Nice to read an article which is has a positive outlook for a change. It's all too easy these days to get depressed when you turn on the news or open a newspaper and get bombarded about the seemingly constant wars, scaremongering about terrorism and corrupt business leaders and politicians.
No doubt the Internet has had huge impact on spreading truth. Never before has it been so easy to get a message across without it being filtered by the corporate media giants. Although the Internet is now under attack in the US with a new communications bill which if it is passed could be the first step towards strangling independent voices. Pray it does not happen!
From Zmag:
In researching a new film, I have been watching documentary archive from the 1980s, the era of Ronald Reagan and his "secret war" against Central America. What is striking is the relentless lying. A department of lying was set up under Reagan with the coy name, "office of public diplomacy". Its purpose was to dispense "white" and "black" propaganda - lies - and to smear journalists who told the truth. Almost everything Reagan himself said on the subject was false. Time and again, he warned Americans of an "imminent threat" from the tiny impoverished nations that occupy the isthmus between the two continents of the western hemisphere. "Central America is too close and its strategic stakes are too high for us to ignore the danger of governments seizing power with military ties to the Soviet Union," he said. Nicaragua was "a Soviet base" and "communism is about to take over the Caribbean". The United States, said the president, "is engaged in a war on terrorism, a war for freedom".
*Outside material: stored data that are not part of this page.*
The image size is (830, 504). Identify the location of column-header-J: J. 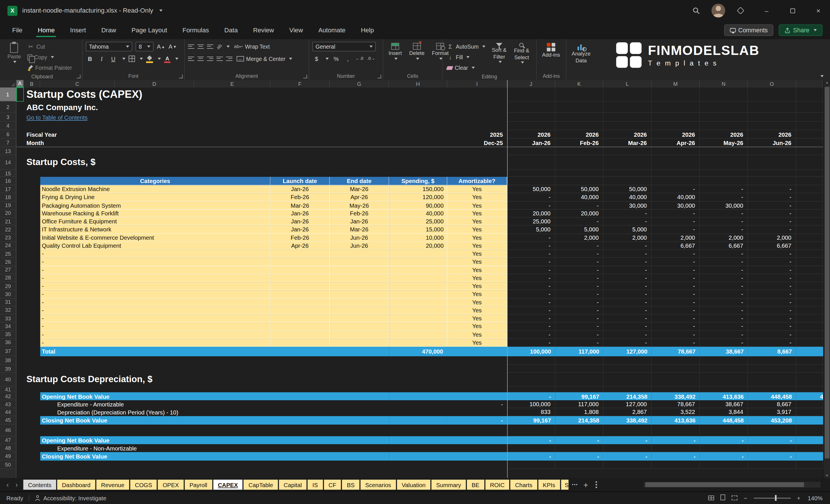
(531, 84).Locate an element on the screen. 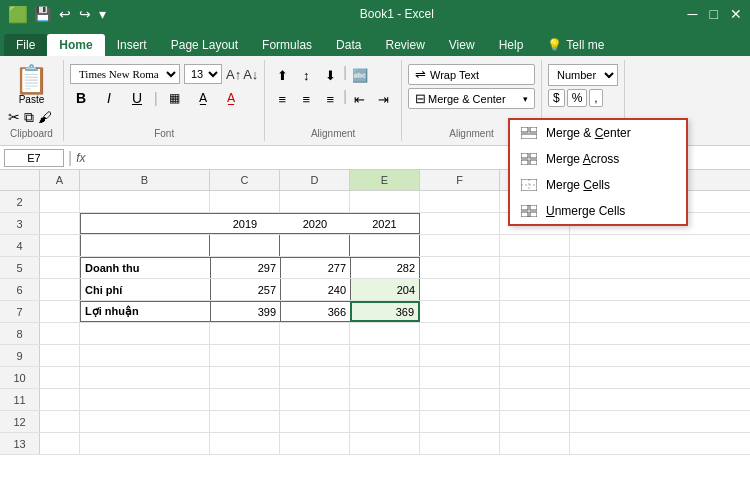 The width and height of the screenshot is (750, 500). tab-file: File is located at coordinates (26, 45).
How familiar it all sounds. Merely replace Soviet Union and communism with al-Qaeda, and you are up to date. And it was all a fantasy. The Soviet Union had no bases in or designs on Central America; on the contrary, the Soviets were adamant in turning down appeals for their aid. The comic strips of "missile storage depots" that American officials presented to the United Nations were precursors to the lies told by Colin Powell in his infamous promotion of Iraq's non-existent weapons of mass destruction at the Security Council in 2003.
Whereas Powell's lies paved the way for the invasion of Iraq and the violent death of at least 100,000 people, Reagan's lies disguised his onslaught on Nicaragua, El Salvador and Guatemala. By the end of his two terms, 300,000 people were dead. In Guatemala, his proxies - armed and tutored in torture by the CIA - were described by the UN as perpetrators of genocide.
There is one major difference today. That is the level of awareness among people everywhere of the true purpose of Bush and Blair's "war on terror" and the scale and diversity of the popular resistance to it. In Reagan's day, the notion that presidents and prime ministers lied as deliberate, calculated acts was considered exotic; Nixon's Watergate lies were said to be shocking because presidents did not lie outright.